Since the passage of the Clean Air Act in 1990, computer-based air
quality models have been the basis of air quality regulation in the United
States. Reducing uncertainties in model results has been a focus of much
research. "One of the uncertainties," says Berkeley Lab’s
Laurent Vuilleumier, "is how well the models represent the optical
properties of the atmosphere and their effect on the photochemical
reactions that form smog." CARB designated variability in sunlight
and its effect on photochemistry as one of the areas needing improvement
in current air quality models.
Vuilleumier, a scientist in the Lab’s Environmental Energy
Technologies Division, UC Berkeley’s Rob Harley, EETD’s Nancy Brown,
and colleagues have been using data from CARB’s 1997 Southern California
Ozone Study to gain a better understanding of the relationship between the
amount of light entering the atmosphere and the rates of photochemical
reactions that form ozone, a significant component of smog that influences
the concentrations of other air pollutants.

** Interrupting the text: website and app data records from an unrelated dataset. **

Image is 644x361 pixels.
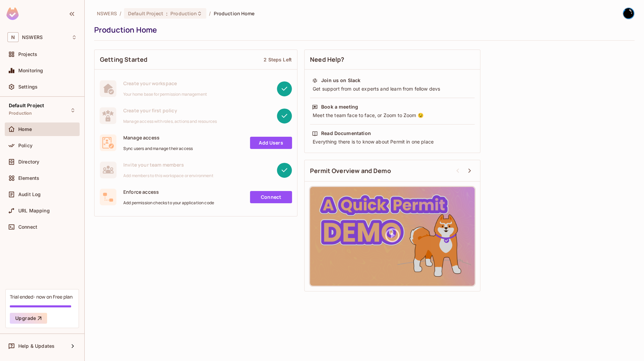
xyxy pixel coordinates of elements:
span: Projects [18,51,37,57]
span: Workspace: NSWERS [22,35,43,40]
span: Monitoring [18,68,43,73]
li: / [119,10,121,17]
button: Upgrade [10,313,47,323]
span: Your home base for permission management [123,91,207,97]
div: Book a meeting [321,103,358,110]
span: the active workspace [97,10,117,17]
div: Read Documentation [321,130,371,137]
span: Add permission checks to your application code [123,200,214,206]
span: Manage access [123,134,193,141]
img: Andrew Tarr [623,8,634,19]
span: Settings [18,84,38,90]
span: Connect [18,224,37,230]
span: Production Home [214,10,255,17]
span: Audit Log [18,191,40,197]
div: Everything there is to know about Permit in one place [312,139,473,145]
span: Add members to this workspace or environment [123,173,214,179]
span: Production [170,10,197,17]
span: Default Project [9,103,44,108]
img: SReyMgAAAABJRU5ErkJggg== [7,8,19,20]
span: Elements [18,175,39,181]
span: Getting Started [100,55,147,64]
span: Need Help? [310,55,344,64]
div: Meet the team face to face, or Zoom to Zoom 😉 [312,112,473,119]
span: Invite your team members [123,161,214,168]
span: URL Mapping [18,208,50,213]
span: Directory [18,159,39,164]
span: N [8,32,19,42]
span: Home [18,127,32,132]
span: Manage access with roles, actions and resources [123,119,217,124]
span: Create your first policy [123,107,217,114]
div: Production Home [94,25,631,35]
span: Sync users and manage their access [123,146,193,151]
span: : [166,11,168,16]
a: Add Users [250,137,292,149]
a: Connect [250,191,292,203]
span: Help & Updates [18,343,55,349]
span: Permit Overview and Demo [310,167,391,175]
div: Join us on Slack [321,77,361,84]
span: Enforce access [123,189,214,195]
div: Trial ended- now on Free plan [10,293,72,300]
div: Get support from out experts and learn from fellow devs [312,85,473,92]
div: 2 Steps Left [263,56,292,63]
span: Production [9,110,32,116]
span: Create your workspace [123,80,207,87]
li: / [209,10,211,17]
span: Default Project [128,10,163,17]
span: Policy [18,143,32,148]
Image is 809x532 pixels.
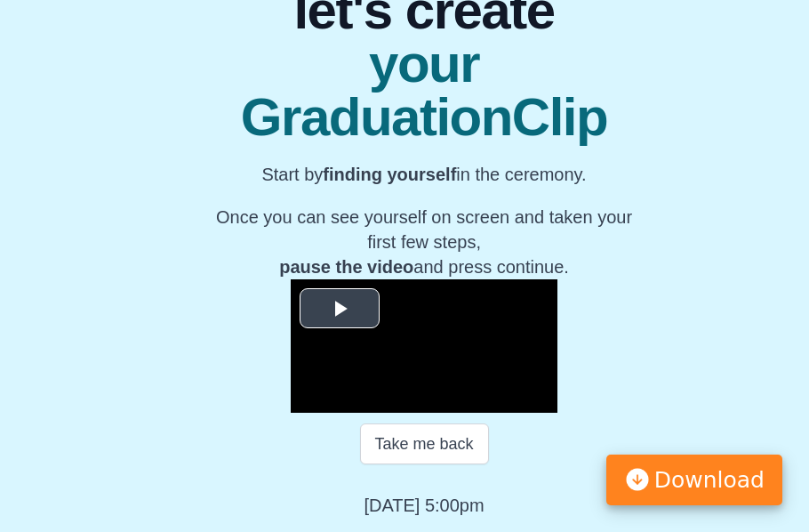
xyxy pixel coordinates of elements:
p: Start by in the ceremony. [203,161,647,187]
span: your GraduationClip [203,38,647,144]
b: finding yourself [323,164,456,184]
button: Play Video [300,288,380,328]
img: sC44kiOi+YkoC0Yq9CKjM4iCs+17ypeoJIvmaNUxzk6t7rW9ocvWgfOnpAcjXzLrqfQJIRH5AL2dQ2AAAAABJRU5ErkJggg== [625,466,651,493]
b: pause the video [279,257,414,277]
button: Take me back [360,424,489,464]
p: Once you can see yourself on screen and taken your first few steps, and press continue. [203,205,647,279]
button: Download [606,454,782,506]
div: Video Player [291,279,558,413]
p: [DATE] 5:00pm [364,493,483,517]
span: Download [655,463,765,497]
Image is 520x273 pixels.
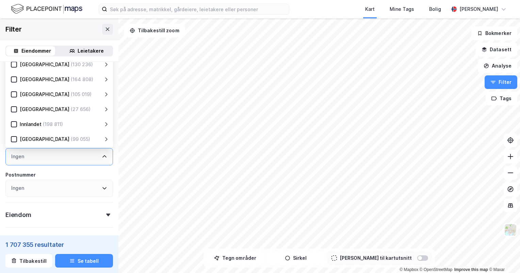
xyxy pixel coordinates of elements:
[267,252,324,265] button: Sirkel
[478,59,517,73] button: Analyse
[486,241,520,273] iframe: Chat Widget
[5,254,52,268] button: Tilbakestill
[55,254,113,268] button: Se tabell
[475,43,517,56] button: Datasett
[11,153,24,161] div: Ingen
[485,92,517,105] button: Tags
[21,47,51,55] div: Eiendommer
[389,5,414,13] div: Mine Tags
[454,268,488,272] a: Improve this map
[206,252,264,265] button: Tegn områder
[471,27,517,40] button: Bokmerker
[459,5,498,13] div: [PERSON_NAME]
[124,24,185,37] button: Tilbakestill zoom
[11,3,82,15] img: logo.f888ab2527a4732fd821a326f86c7f29.svg
[5,211,31,219] div: Eiendom
[429,5,441,13] div: Bolig
[484,76,517,89] button: Filter
[486,241,520,273] div: Kontrollprogram for chat
[11,184,24,193] div: Ingen
[5,24,22,35] div: Filter
[419,268,452,272] a: OpenStreetMap
[365,5,374,13] div: Kart
[78,47,104,55] div: Leietakere
[504,224,517,237] img: Z
[339,254,412,263] div: [PERSON_NAME] til kartutsnitt
[399,268,418,272] a: Mapbox
[5,171,36,179] div: Postnummer
[5,241,113,249] div: 1 707 355 resultater
[107,4,289,14] input: Søk på adresse, matrikkel, gårdeiere, leietakere eller personer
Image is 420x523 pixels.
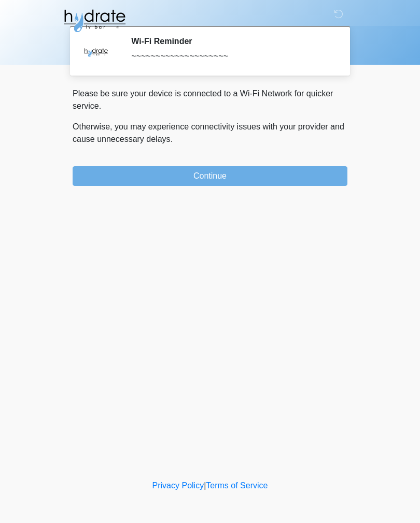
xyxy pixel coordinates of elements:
[206,481,267,490] a: Terms of Service
[62,8,126,34] img: Hydrate IV Bar - Fort Collins Logo
[131,50,332,62] div: ~~~~~~~~~~~~~~~~~~~~
[204,481,206,490] a: |
[170,134,173,143] span: .
[152,481,204,490] a: Privacy Policy
[73,121,347,146] p: Otherwise, you may experience connectivity issues with your provider and cause unnecessary delays
[73,87,347,113] p: Please be sure your device is connected to a Wi-Fi Network for quicker service.
[80,36,111,67] img: Agent Avatar
[73,166,347,186] button: Continue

"Ozone concentration is extremely sensitive to reactions that are
driven by sunlight," explains Vuilleumier. "These photolysis
reactions initiate the decomposition of chemical species such as nitrogen
dioxide and formaldehyde by sunlight. The photolysis rates are variable
because the amount of light reaching the lower atmosphere -- called the
solar actinic flux -- is variable. Aerosols, particles in the atmosphere,
can extinguish light through scattering and absorption, reducing the rate
of certain smog-forming reactions in the lowest layers of the troposphere,
while sometimes enhancing their rates in the higher layers."
Vuilleumier, Harley, Brown and colleagues used the SCOS 97 measurements
of solar ultraviolet irradiance, taken at two stations in Riverside and
Mount Wilson, to compute the atmosphere’s total optical depth. As a
measure of the transparency of the atmosphere to the penetration of
sunlight, optical depth is very influential in determining solar flux.
Using a mathematical method called principal component analysis, the
researchers separated the factors affecting optical depth into components,
and determined which components were most significant.
The largest component, which the researchers attribute to the
concentration of aerosols in the atmosphere, accounted for 91 percent of
the variability in the data. The second component, the concentration of
ozone, accounted for another eight percent of the observed variability.
"These results tell us that air quality models need to be modified
to better account for the effects of aerosol and ozone concentration on
smog formation," says Vuilleumier. "As a result of this work, we
have prepared a report to CARB reviewing the mathematical methods used in
the models to represent atmospheric optical properties and their effect on
photochemical reactions, with suggestions on how to improve them. There
are many other variables that affect the accuracy of these models, such as
meteorological factors, chemistry and emissions inventories, and we hope
to continue our studies of some of these for CARB."
Air quality models typically used by CARB today include the Urban
Airshed Model and the SARMAP (San Joaquin Valley Air Quality Study
Regional Model Adaptation Project) Air Quality Model.
"Variability in Ultraviolet Total Optical Depth during the
Southern California Ozone Study (SCOS97)," by Vuilleumier, Robert
Harley, and Nancy Brown of Berkeley Lab, and James Slusser (Colorado State
University), Donald Kolinski (University Corporation for Atmospheric
Research) and David Bigelow (Colorado State) will be published in the
February 2001 issue of Atmospheric Environment.
Berkeley Lab is a U.S. Department of Energy laboratory located in
Berkeley, California. It conducts unclassified scientific research and is
managed by the University of California.